*TASK DETAILS*.
Reply with the data below, repeated exactly in full.

[RECORDS SUPPLIED — start]

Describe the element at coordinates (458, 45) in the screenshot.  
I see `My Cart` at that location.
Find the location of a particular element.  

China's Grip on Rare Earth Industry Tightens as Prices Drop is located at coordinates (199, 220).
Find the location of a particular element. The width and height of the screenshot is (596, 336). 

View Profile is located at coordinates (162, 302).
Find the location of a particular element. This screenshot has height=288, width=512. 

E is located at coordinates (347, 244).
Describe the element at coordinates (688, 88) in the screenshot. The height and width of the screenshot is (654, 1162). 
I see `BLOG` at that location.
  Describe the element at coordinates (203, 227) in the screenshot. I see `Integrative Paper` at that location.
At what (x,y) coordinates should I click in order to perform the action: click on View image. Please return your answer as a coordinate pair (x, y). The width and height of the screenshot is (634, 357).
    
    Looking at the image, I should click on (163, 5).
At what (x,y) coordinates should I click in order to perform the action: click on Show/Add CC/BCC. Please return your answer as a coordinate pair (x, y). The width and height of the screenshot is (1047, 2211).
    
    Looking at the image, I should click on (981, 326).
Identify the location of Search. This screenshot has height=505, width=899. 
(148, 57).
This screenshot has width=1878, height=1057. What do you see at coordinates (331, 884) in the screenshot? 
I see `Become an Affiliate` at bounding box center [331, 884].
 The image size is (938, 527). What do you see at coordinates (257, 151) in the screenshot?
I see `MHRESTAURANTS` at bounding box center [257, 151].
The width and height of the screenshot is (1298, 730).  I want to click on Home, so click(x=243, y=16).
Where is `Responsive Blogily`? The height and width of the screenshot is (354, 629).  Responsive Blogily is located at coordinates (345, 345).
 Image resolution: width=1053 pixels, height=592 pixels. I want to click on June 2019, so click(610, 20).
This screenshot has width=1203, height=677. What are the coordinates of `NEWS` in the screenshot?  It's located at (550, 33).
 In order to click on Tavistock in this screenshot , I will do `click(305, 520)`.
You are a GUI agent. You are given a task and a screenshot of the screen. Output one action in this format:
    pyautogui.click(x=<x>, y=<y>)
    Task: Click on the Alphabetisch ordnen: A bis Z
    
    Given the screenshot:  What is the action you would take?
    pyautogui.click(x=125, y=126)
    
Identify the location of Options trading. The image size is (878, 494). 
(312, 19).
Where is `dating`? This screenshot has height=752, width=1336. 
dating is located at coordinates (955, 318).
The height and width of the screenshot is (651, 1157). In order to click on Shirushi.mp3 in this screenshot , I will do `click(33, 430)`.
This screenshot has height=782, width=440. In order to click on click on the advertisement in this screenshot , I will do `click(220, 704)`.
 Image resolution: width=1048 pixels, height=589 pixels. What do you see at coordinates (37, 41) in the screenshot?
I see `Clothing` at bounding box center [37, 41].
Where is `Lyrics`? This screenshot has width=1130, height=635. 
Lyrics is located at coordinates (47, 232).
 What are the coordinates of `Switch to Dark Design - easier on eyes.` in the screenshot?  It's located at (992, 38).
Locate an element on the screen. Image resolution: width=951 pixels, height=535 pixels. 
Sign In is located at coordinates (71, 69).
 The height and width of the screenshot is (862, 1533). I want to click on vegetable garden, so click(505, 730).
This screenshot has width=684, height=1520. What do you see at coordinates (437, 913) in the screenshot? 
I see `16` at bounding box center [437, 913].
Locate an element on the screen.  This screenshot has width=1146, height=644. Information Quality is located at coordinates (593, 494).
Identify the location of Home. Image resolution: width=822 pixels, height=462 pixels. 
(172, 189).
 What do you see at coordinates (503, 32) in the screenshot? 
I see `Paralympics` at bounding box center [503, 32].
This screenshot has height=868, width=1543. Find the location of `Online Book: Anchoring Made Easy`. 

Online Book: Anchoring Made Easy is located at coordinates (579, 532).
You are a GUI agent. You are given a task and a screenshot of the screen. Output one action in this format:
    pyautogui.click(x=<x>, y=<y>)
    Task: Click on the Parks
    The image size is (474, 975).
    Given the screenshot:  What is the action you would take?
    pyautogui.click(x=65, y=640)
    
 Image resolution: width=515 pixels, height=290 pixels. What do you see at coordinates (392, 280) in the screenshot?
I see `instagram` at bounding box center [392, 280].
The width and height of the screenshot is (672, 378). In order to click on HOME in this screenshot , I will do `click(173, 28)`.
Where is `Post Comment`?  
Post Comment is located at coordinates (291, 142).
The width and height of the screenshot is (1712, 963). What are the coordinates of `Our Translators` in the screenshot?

[RECORDS SUPPLIED — finish]

*RESULT OF THIS TASK*.
Describe the element at coordinates (458, 45) in the screenshot.  
I see `My Cart` at that location.
Find the location of a particular element.  

China's Grip on Rare Earth Industry Tightens as Prices Drop is located at coordinates (199, 220).
Find the location of a particular element. The width and height of the screenshot is (596, 336). 

View Profile is located at coordinates (162, 302).
Find the location of a particular element. This screenshot has height=288, width=512. 

E is located at coordinates (347, 244).
Describe the element at coordinates (688, 88) in the screenshot. The height and width of the screenshot is (654, 1162). 
I see `BLOG` at that location.
  Describe the element at coordinates (203, 227) in the screenshot. I see `Integrative Paper` at that location.
At what (x,y) coordinates should I click in order to perform the action: click on View image. Please return your answer as a coordinate pair (x, y). The width and height of the screenshot is (634, 357).
    
    Looking at the image, I should click on (163, 5).
At what (x,y) coordinates should I click in order to perform the action: click on Show/Add CC/BCC. Please return your answer as a coordinate pair (x, y). The width and height of the screenshot is (1047, 2211).
    
    Looking at the image, I should click on (981, 326).
Identify the location of Search. This screenshot has height=505, width=899. 
(148, 57).
This screenshot has width=1878, height=1057. What do you see at coordinates (331, 884) in the screenshot? 
I see `Become an Affiliate` at bounding box center [331, 884].
 The image size is (938, 527). What do you see at coordinates (257, 151) in the screenshot?
I see `MHRESTAURANTS` at bounding box center [257, 151].
The width and height of the screenshot is (1298, 730).  I want to click on Home, so click(x=243, y=16).
Where is `Responsive Blogily`? The height and width of the screenshot is (354, 629).  Responsive Blogily is located at coordinates (345, 345).
 Image resolution: width=1053 pixels, height=592 pixels. I want to click on June 2019, so click(610, 20).
This screenshot has width=1203, height=677. What are the coordinates of `NEWS` in the screenshot?  It's located at (550, 33).
 In order to click on Tavistock in this screenshot , I will do `click(305, 520)`.
You are a GUI agent. You are given a task and a screenshot of the screen. Output one action in this format:
    pyautogui.click(x=<x>, y=<y>)
    Task: Click on the Alphabetisch ordnen: A bis Z
    
    Given the screenshot:  What is the action you would take?
    pyautogui.click(x=125, y=126)
    
Identify the location of Options trading. The image size is (878, 494). 
(312, 19).
Where is `dating`? This screenshot has height=752, width=1336. 
dating is located at coordinates (955, 318).
The height and width of the screenshot is (651, 1157). In order to click on Shirushi.mp3 in this screenshot , I will do `click(33, 430)`.
This screenshot has height=782, width=440. In order to click on click on the advertisement in this screenshot , I will do `click(220, 704)`.
 Image resolution: width=1048 pixels, height=589 pixels. What do you see at coordinates (37, 41) in the screenshot?
I see `Clothing` at bounding box center [37, 41].
Where is `Lyrics`? This screenshot has width=1130, height=635. 
Lyrics is located at coordinates (47, 232).
 What are the coordinates of `Switch to Dark Design - easier on eyes.` in the screenshot?  It's located at (992, 38).
Locate an element on the screen. Image resolution: width=951 pixels, height=535 pixels. 
Sign In is located at coordinates (71, 69).
 The height and width of the screenshot is (862, 1533). I want to click on vegetable garden, so click(505, 730).
This screenshot has width=684, height=1520. What do you see at coordinates (437, 913) in the screenshot? 
I see `16` at bounding box center [437, 913].
Locate an element on the screen.  This screenshot has width=1146, height=644. Information Quality is located at coordinates (593, 494).
Identify the location of Home. Image resolution: width=822 pixels, height=462 pixels. 
(172, 189).
 What do you see at coordinates (503, 32) in the screenshot? 
I see `Paralympics` at bounding box center [503, 32].
This screenshot has height=868, width=1543. Find the location of `Online Book: Anchoring Made Easy`. 

Online Book: Anchoring Made Easy is located at coordinates (579, 532).
You are a GUI agent. You are given a task and a screenshot of the screen. Output one action in this format:
    pyautogui.click(x=<x>, y=<y>)
    Task: Click on the Parks
    The image size is (474, 975).
    Given the screenshot:  What is the action you would take?
    pyautogui.click(x=65, y=640)
    
 Image resolution: width=515 pixels, height=290 pixels. What do you see at coordinates (392, 280) in the screenshot?
I see `instagram` at bounding box center [392, 280].
The width and height of the screenshot is (672, 378). In order to click on HOME in this screenshot , I will do `click(173, 28)`.
Where is `Post Comment`?  
Post Comment is located at coordinates (291, 142).
The width and height of the screenshot is (1712, 963). What are the coordinates of `Our Translators` in the screenshot?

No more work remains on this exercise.